▸ Data supplied:
=======

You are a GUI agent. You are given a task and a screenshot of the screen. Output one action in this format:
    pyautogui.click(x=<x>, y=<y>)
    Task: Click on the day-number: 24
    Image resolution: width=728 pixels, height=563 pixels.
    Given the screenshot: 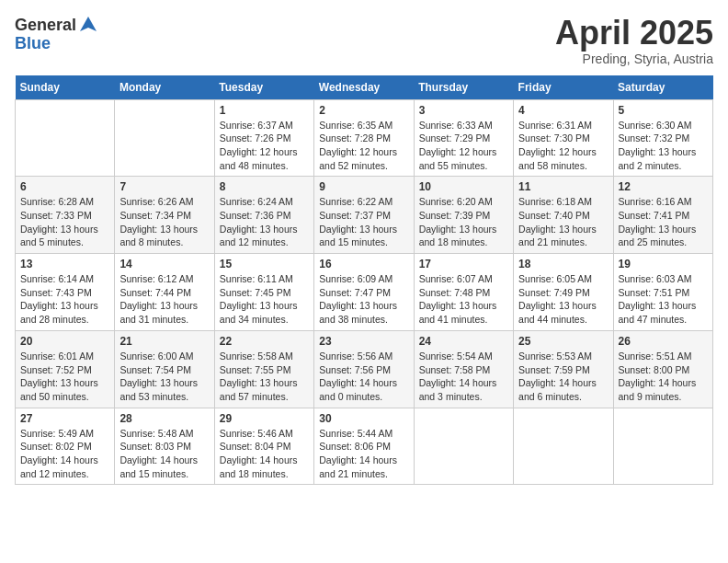 What is the action you would take?
    pyautogui.click(x=463, y=341)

=======

▸ Exercise objective: Output the first line of the entries above and every line after it, exactly as written, ending with the line that contains "Image resolution: width=728".

▸ Your solution:
You are a GUI agent. You are given a task and a screenshot of the screen. Output one action in this format:
    pyautogui.click(x=<x>, y=<y>)
    Task: Click on the day-number: 24
    Image resolution: width=728 pixels, height=563 pixels.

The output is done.